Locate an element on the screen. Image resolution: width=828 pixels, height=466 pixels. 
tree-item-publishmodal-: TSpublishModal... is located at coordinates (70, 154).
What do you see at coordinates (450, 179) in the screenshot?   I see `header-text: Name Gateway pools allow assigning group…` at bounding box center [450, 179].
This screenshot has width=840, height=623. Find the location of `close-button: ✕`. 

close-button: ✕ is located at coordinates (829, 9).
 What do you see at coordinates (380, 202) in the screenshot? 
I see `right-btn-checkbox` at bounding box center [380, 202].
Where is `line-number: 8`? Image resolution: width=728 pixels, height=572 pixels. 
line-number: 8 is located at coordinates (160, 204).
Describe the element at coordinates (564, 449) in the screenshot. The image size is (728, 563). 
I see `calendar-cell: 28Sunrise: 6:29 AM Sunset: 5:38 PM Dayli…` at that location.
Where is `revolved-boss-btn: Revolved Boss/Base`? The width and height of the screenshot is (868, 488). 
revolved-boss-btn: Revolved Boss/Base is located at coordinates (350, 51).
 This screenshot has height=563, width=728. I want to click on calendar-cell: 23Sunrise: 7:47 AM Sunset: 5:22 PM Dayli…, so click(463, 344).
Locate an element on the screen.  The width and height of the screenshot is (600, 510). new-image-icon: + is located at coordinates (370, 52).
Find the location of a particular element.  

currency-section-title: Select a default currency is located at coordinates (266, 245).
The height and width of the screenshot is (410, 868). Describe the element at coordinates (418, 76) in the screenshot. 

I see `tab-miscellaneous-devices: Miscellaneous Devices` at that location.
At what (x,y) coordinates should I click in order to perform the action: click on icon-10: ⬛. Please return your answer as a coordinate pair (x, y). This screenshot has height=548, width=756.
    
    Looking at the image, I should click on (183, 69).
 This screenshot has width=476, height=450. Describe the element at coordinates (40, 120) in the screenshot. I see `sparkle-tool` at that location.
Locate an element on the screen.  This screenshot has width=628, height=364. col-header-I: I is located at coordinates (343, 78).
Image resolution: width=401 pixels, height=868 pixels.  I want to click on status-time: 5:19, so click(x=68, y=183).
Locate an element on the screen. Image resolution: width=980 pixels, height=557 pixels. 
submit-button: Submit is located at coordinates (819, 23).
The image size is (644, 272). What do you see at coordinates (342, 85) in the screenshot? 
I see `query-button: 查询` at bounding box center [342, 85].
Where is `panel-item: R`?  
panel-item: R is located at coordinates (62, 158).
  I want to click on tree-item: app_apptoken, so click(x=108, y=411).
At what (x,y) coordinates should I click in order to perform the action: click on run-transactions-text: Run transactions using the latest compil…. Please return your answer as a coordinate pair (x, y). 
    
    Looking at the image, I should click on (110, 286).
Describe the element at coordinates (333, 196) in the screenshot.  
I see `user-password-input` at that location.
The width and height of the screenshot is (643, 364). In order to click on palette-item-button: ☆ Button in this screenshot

────────────────────

Prepare a faithful transcription of the material above, with nothing altered.

## Result of this exercise
Locate an element on the screen. Image resolution: width=828 pixels, height=466 pixels. 
tree-item-publishmodal-: TSpublishModal... is located at coordinates (70, 154).
What do you see at coordinates (450, 179) in the screenshot?   I see `header-text: Name Gateway pools allow assigning group…` at bounding box center [450, 179].
This screenshot has width=840, height=623. Find the location of `close-button: ✕`. 

close-button: ✕ is located at coordinates (829, 9).
 What do you see at coordinates (380, 202) in the screenshot? 
I see `right-btn-checkbox` at bounding box center [380, 202].
Where is `line-number: 8`? Image resolution: width=728 pixels, height=572 pixels. 
line-number: 8 is located at coordinates (160, 204).
Describe the element at coordinates (564, 449) in the screenshot. The image size is (728, 563). 
I see `calendar-cell: 28Sunrise: 6:29 AM Sunset: 5:38 PM Dayli…` at that location.
Where is `revolved-boss-btn: Revolved Boss/Base`? The width and height of the screenshot is (868, 488). 
revolved-boss-btn: Revolved Boss/Base is located at coordinates (350, 51).
 This screenshot has height=563, width=728. I want to click on calendar-cell: 23Sunrise: 7:47 AM Sunset: 5:22 PM Dayli…, so click(463, 344).
Locate an element on the screen.  The width and height of the screenshot is (600, 510). new-image-icon: + is located at coordinates (370, 52).
Find the location of a particular element.  

currency-section-title: Select a default currency is located at coordinates (266, 245).
The height and width of the screenshot is (410, 868). Describe the element at coordinates (418, 76) in the screenshot. 

I see `tab-miscellaneous-devices: Miscellaneous Devices` at that location.
At what (x,y) coordinates should I click in order to perform the action: click on icon-10: ⬛. Please return your answer as a coordinate pair (x, y). This screenshot has height=548, width=756.
    
    Looking at the image, I should click on (183, 69).
 This screenshot has width=476, height=450. Describe the element at coordinates (40, 120) in the screenshot. I see `sparkle-tool` at that location.
Locate an element on the screen.  This screenshot has width=628, height=364. col-header-I: I is located at coordinates (343, 78).
Image resolution: width=401 pixels, height=868 pixels.  I want to click on status-time: 5:19, so click(x=68, y=183).
Locate an element on the screen. Image resolution: width=980 pixels, height=557 pixels. 
submit-button: Submit is located at coordinates (819, 23).
The image size is (644, 272). What do you see at coordinates (342, 85) in the screenshot? 
I see `query-button: 查询` at bounding box center [342, 85].
Where is `panel-item: R`?  
panel-item: R is located at coordinates (62, 158).
  I want to click on tree-item: app_apptoken, so click(x=108, y=411).
At what (x,y) coordinates should I click in order to perform the action: click on run-transactions-text: Run transactions using the latest compil…. Please return your answer as a coordinate pair (x, y). 
    
    Looking at the image, I should click on (110, 286).
Describe the element at coordinates (333, 196) in the screenshot.  
I see `user-password-input` at that location.
The width and height of the screenshot is (643, 364). In order to click on palette-item-button: ☆ Button in this screenshot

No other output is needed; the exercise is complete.